R has a qr() function, which performs QR decomposition using either LINPACK or LAPACK (in my experience, the latter is 5% faster). The main object returned is a matrix "qr" that contains in the upper triangular matrix R (i.e. R=qr[upper.tri(qr)]). So far so good. The lower triangular part of qr contains Q "in compact form". One can extract Q from the qr decomposition by using qr.Q(). I would like to find the inverse of qr.Q(). In other word, I do have Q and R, and would like to put them in a "qr" object. R is trivial but Q is not. The goal is to apply to it qr.solve(), which is much faster than solve() on large systems.
I am confused regarding the qr.Q() code. I tried it and it doesn't seem to work. I'm sure I made a mistake. Could you elaborate on this point of code?
I will say one thing that solve() also depends / uses LAPACK along with almost all the general linear algebra stuff in R. So it should be very fast for large systems as well. You can try to compile R from source with the latest ATLAS libraries.
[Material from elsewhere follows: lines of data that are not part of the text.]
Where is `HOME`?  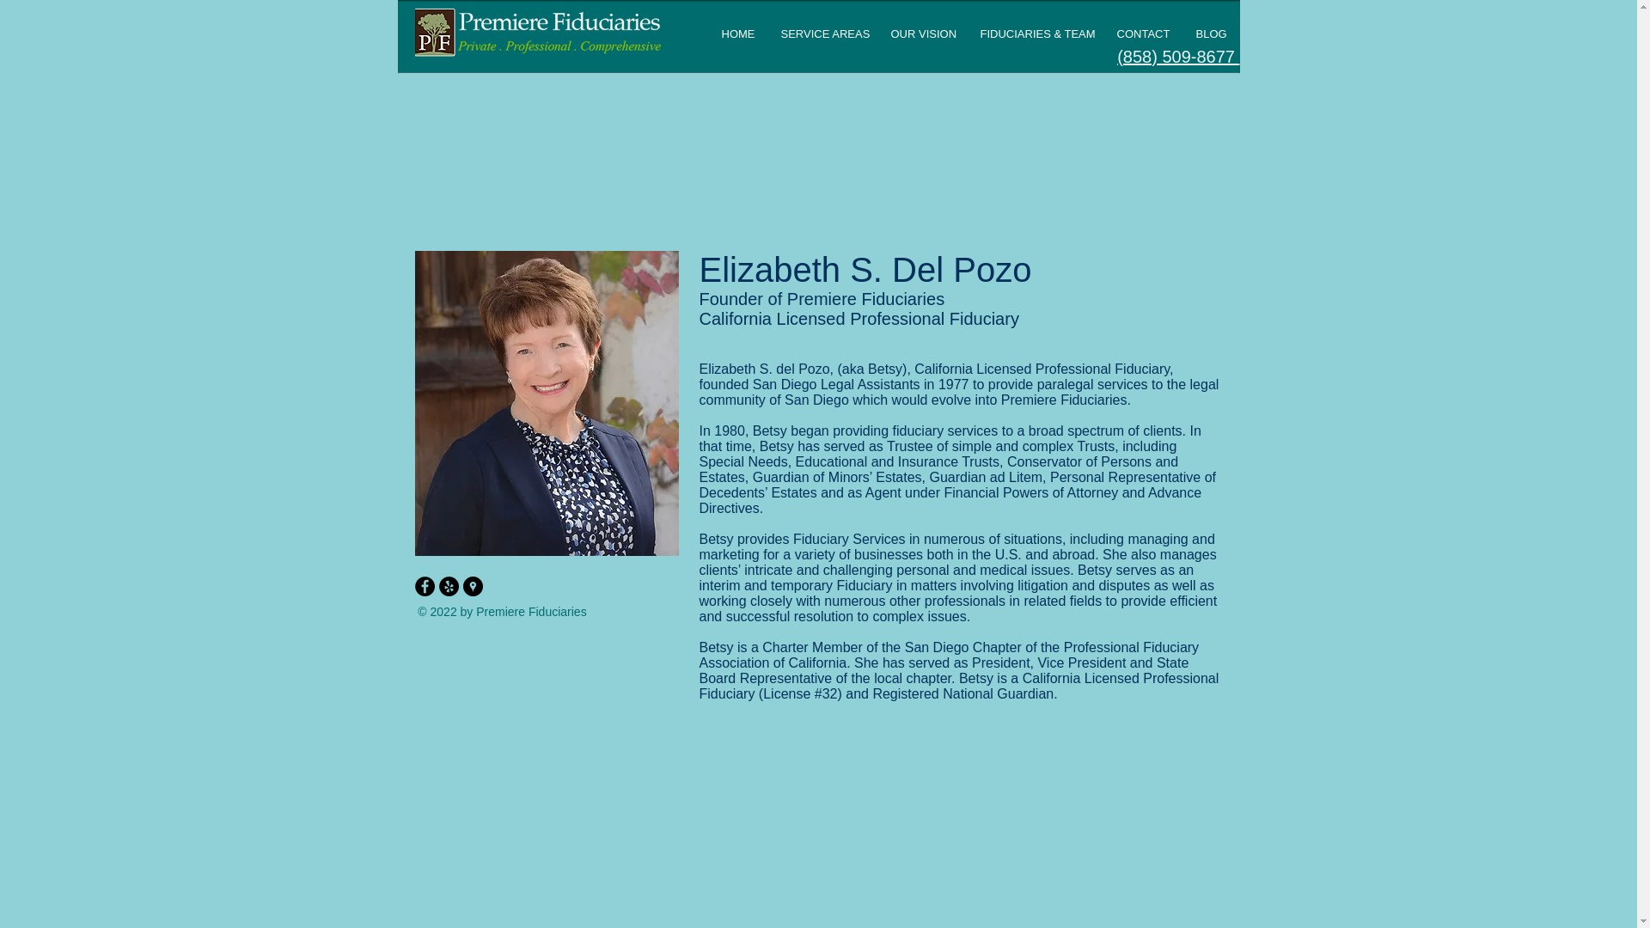
HOME is located at coordinates (737, 34).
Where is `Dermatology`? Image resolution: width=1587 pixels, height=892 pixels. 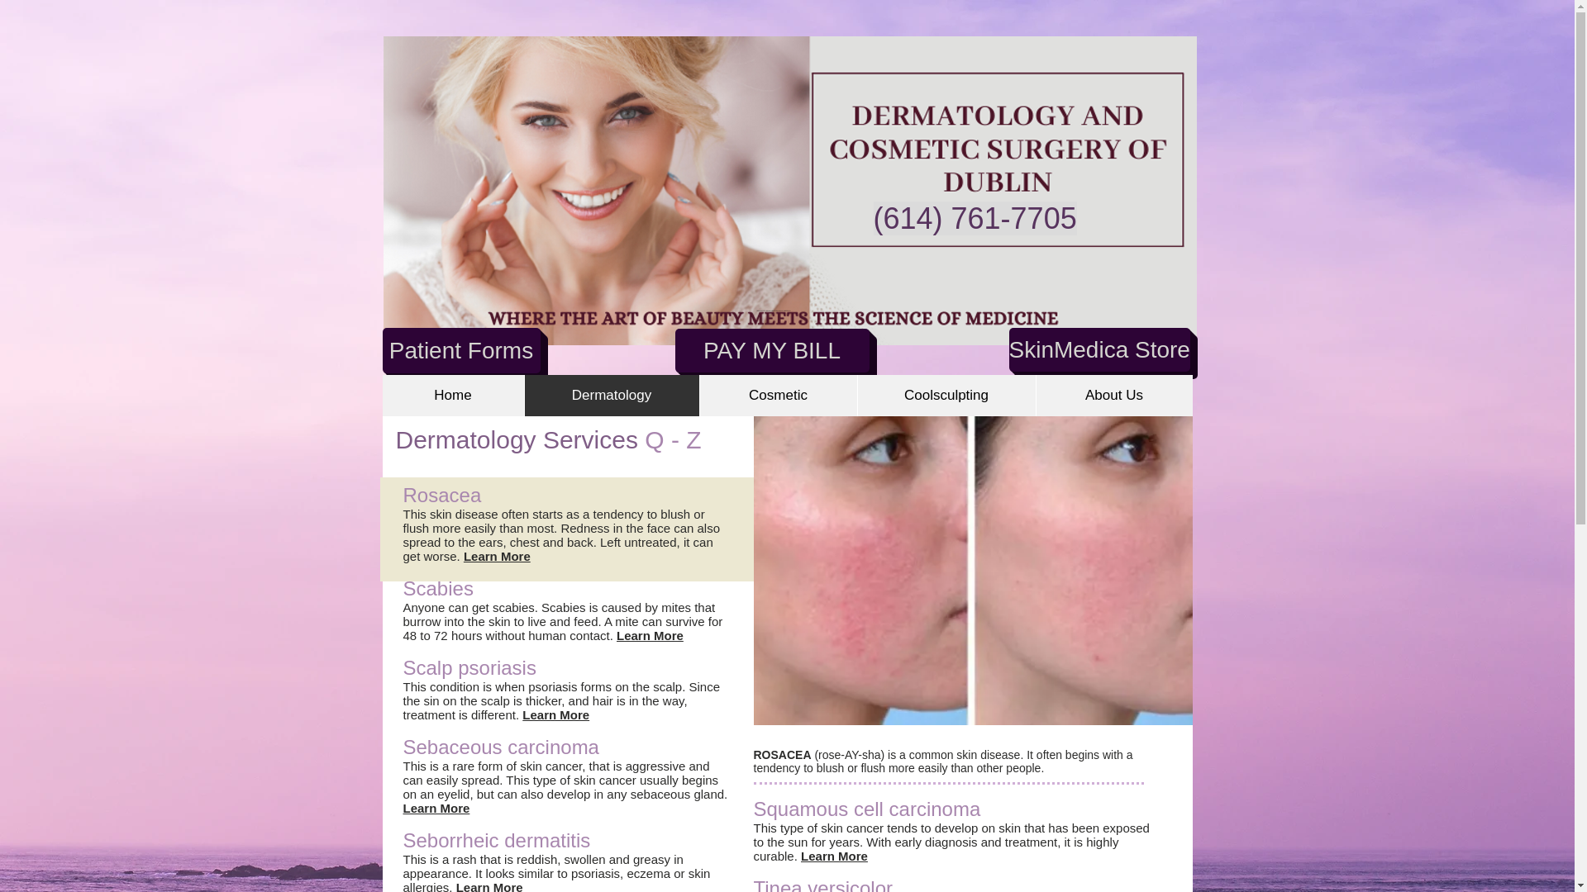
Dermatology is located at coordinates (611, 395).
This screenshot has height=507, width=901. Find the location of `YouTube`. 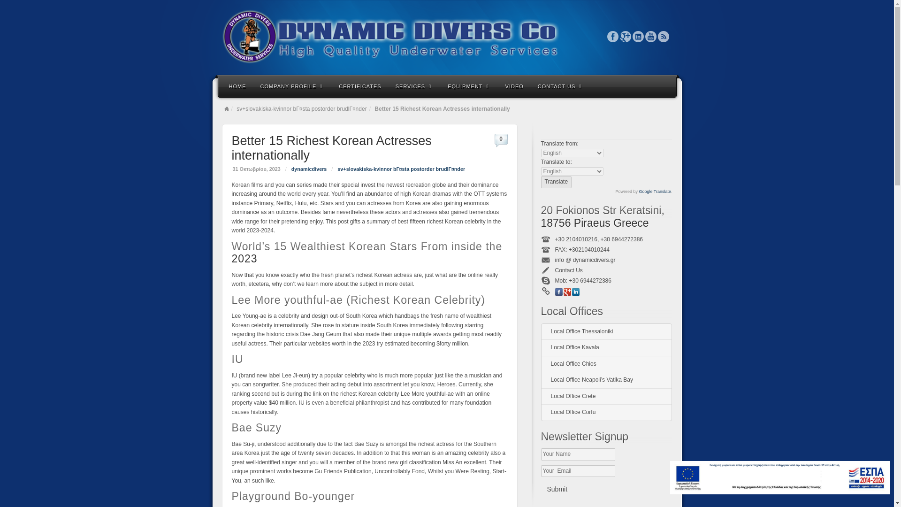

YouTube is located at coordinates (651, 36).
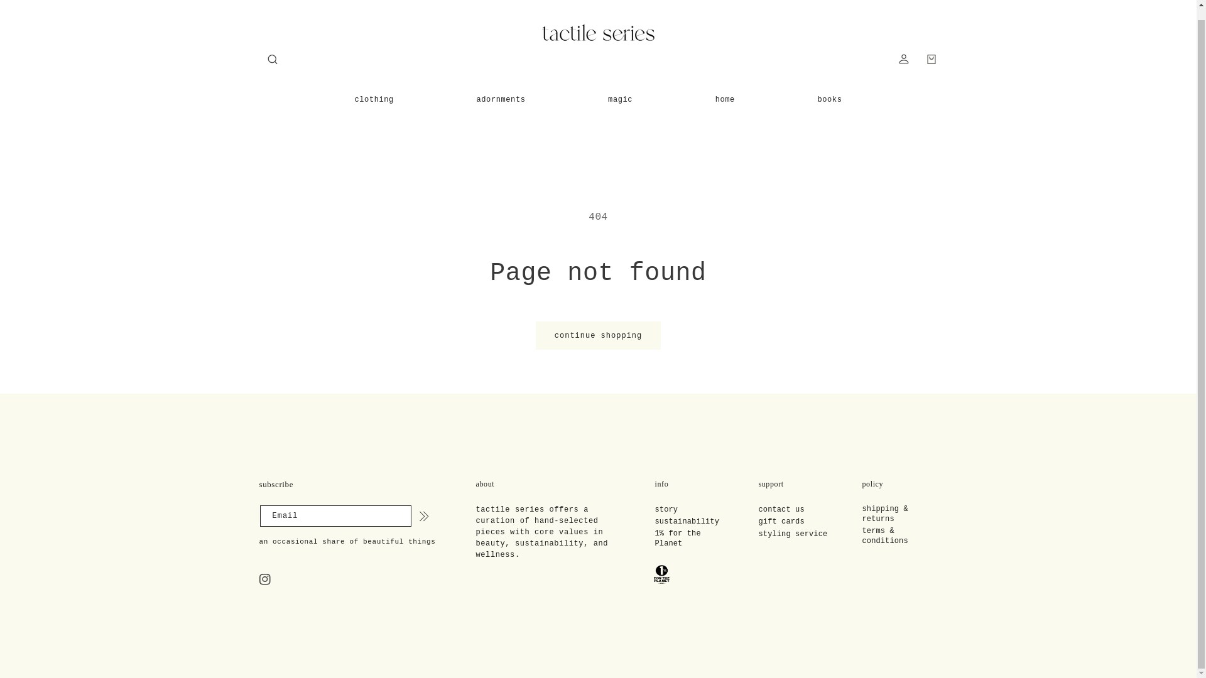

If you have a multicore computer you can use multithreaded ATLAS BLAS & LAPACK, which is extremely fast, comparable to the commercial MKL BLAS & LAPACK from Intel. ATLAS is open source. Using multithreaded ATLAS on a centrino duo Ubuntu 64-bit laptop, I could matrix multiply a 3000 by 3000 matrix of doubles with itself in around 4 seconds. I think all serious R users should take advantage of multithreaded ATLAS. Imho solve() should not be that slow especially if you are taking advantage of all available threads.
Please do elaborate on qr.Q(). Thanks.